Above; the ‘Western Sea’, showing the collections of ridges. Below, what passes for a map of the area.
We did the lengthy bus ride and stayed in a hotel in the town closest to the park area – think National Park and you will be close enough to understanding. These are the ‘seas’, so called because they fill with cloud.
I could write a lot more, but the pictures say as much with less effort on your part.
This pic does not do justice to the tree. I have added a classic view from the internet at the foot of this (and taken on a better day) to persuade you that you have seen it before.

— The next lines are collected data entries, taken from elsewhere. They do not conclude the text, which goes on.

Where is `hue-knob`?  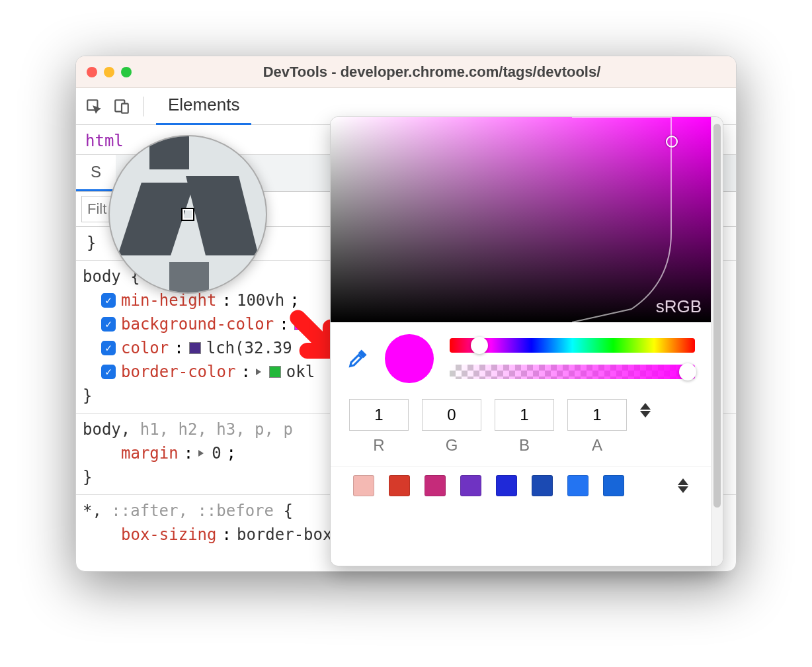
hue-knob is located at coordinates (479, 345).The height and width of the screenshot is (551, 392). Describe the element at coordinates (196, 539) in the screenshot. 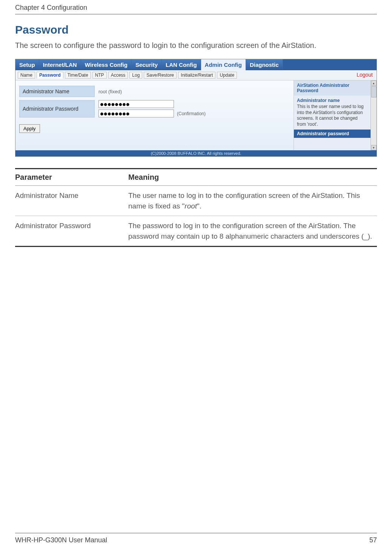

I see `page-footer: WHR-HP-G300N User Manual 57` at that location.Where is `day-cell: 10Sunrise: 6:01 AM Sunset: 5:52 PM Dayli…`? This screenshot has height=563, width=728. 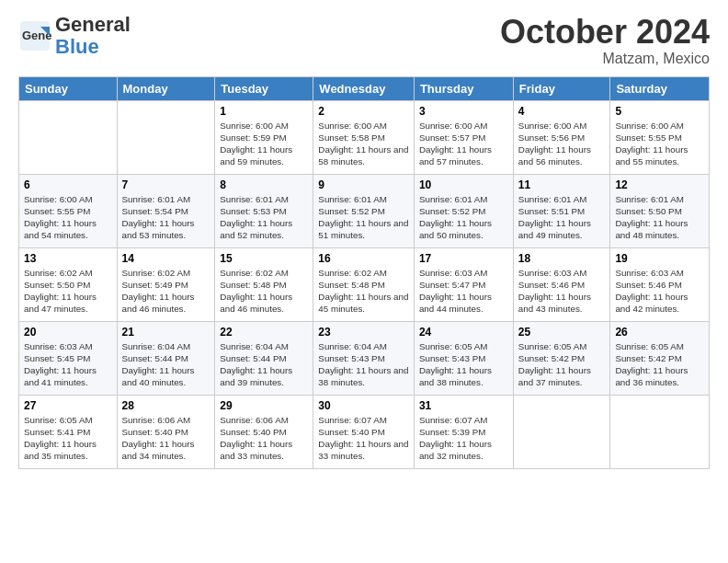
day-cell: 10Sunrise: 6:01 AM Sunset: 5:52 PM Dayli… is located at coordinates (463, 211). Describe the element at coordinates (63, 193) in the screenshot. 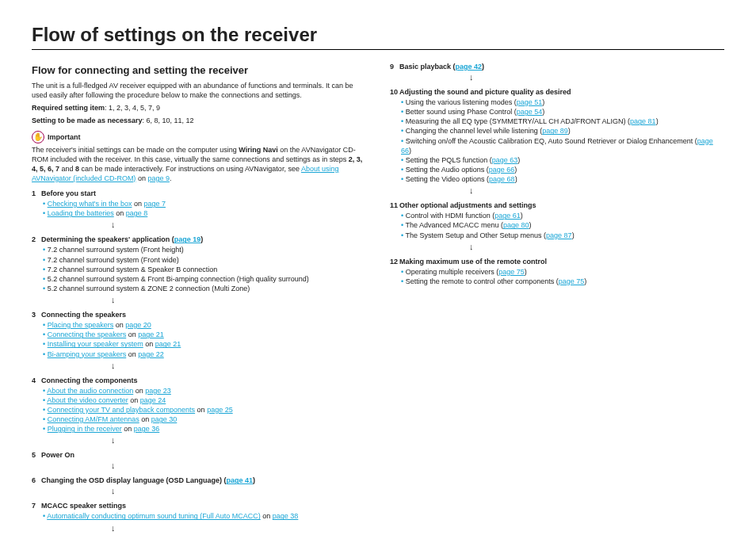

I see `step-1-heading: 1Before you start` at that location.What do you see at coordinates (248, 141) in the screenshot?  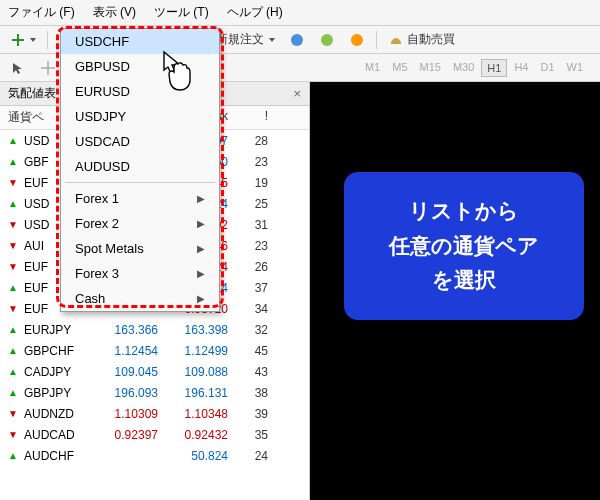 I see `spread-cell: 28` at bounding box center [248, 141].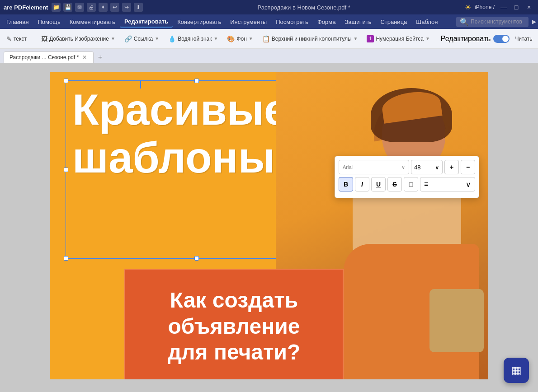 This screenshot has width=538, height=392. What do you see at coordinates (310, 39) in the screenshot?
I see `header-footer-button: 📋 Верхний и нижний колонтитулы ▼` at bounding box center [310, 39].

I am afraid my reaction to these paths was inappropriate: I felt Fred Quimby had persuaded the cartoonist that does Wily Coyote and Road Runner to draw the path onto the mountain – and lo, there it is. One could describe this as one face of communism: if you can go into the mountains, then we must all be able so to do – and so the path is necessary. Given the ‘famous’ nature of the mountains here, one can
see why. . Undisputedly, without the paths, the numbers would be very few and the access much more difficult too.
DJS 20090730
Left: narrow steep descent, precede by she who is now the lady wife. Right: the summit of one of the two highest peaks. The are open alternately, so you cannot do them both in the same day. I think they are open in turn for most of a year. I was so very comfortable on this narrow ridge I had by hands in my pockets. Can’t imagine why.
This is, I think one of the most photographed trees in the world.